When she was born - in Cordova, on Alaska's pristine Prince William Sound - Jeane's father was a lawman. Later he moved the family to a farm in northern Idaho, where she continued contemplating nature - and human nature. She earned her way through the University of Idaho and an honors B.A. in Sociology.

Marriage, a job in social work, and three children - Teresa, Jay and Stan - followed. After moving to the Okanagan Valley of western Canada, she parented while writing for newspapers and a regional magazine. She's also been an editor, counsellor, Big Brothers' executive director, and publicist for a theatre company that travelled in gypsy wagons pulled by Clydesdale horses.
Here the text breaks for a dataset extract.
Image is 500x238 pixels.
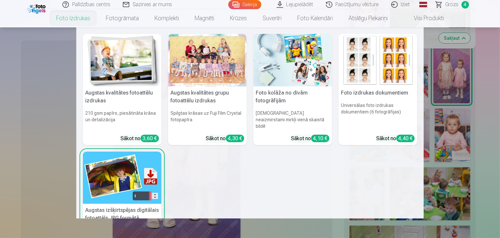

In 1981 Jeane had encountered an electrician who invented a potentially revolutionary magnetic motor/generator. Through him and his wife she met others in the ?free-energy underground? from Germany to South Africa, and discovered books about Nikola Tesla and other unsung pioneer inventors. The implications of their inventions included two of her concerns - ecology and social justice. During the 1980's, she began researching for a book about this fascinating movement and its people.While editing a small-town newspaper, Jeane used her vacations to fly to conferences to interview frontier scientists and engineers. German Association for Field Energy, the Swiss Association for Free Energy, Planetary Association for Clean Energy, International Tesla Society, and even a magnet factory hosted them.In 1989, her birthplace in Alaska was fouled by the Exxon Valdez oil spill. The horrific news strengthened her resolve to research non-polluting energy sources.In 1994, The Explorations program of Canada Council for the Arts awarded her book project, then titled Living Energy , enough funding for gasoline and food expenses. That autumn, Jeane steered her little Nissan pickup onto cross-country highways to visit inventors and other researchers.After two months of travel, one morning she awoke - in her sleeping bag in the Nissan's camper - to a white world outside the window. The chill she felt, however, had more to do with what she'd learned on the trip than with a Wyoming blizzard. Her upbringing had not prepared her for the corruption in trusted public servants, and other obstacles, faced by the people she had interviewed.Much of what she learned during that odyssey, on the other hand, was good news. She heard that a multilingual architect in Australia was bringing out a book titled Living Energies. He had masterfully interpreted the works of her favorite energy pioneer, the late Viktor Schauberger of Austria, so she gladly changed her manuscript title.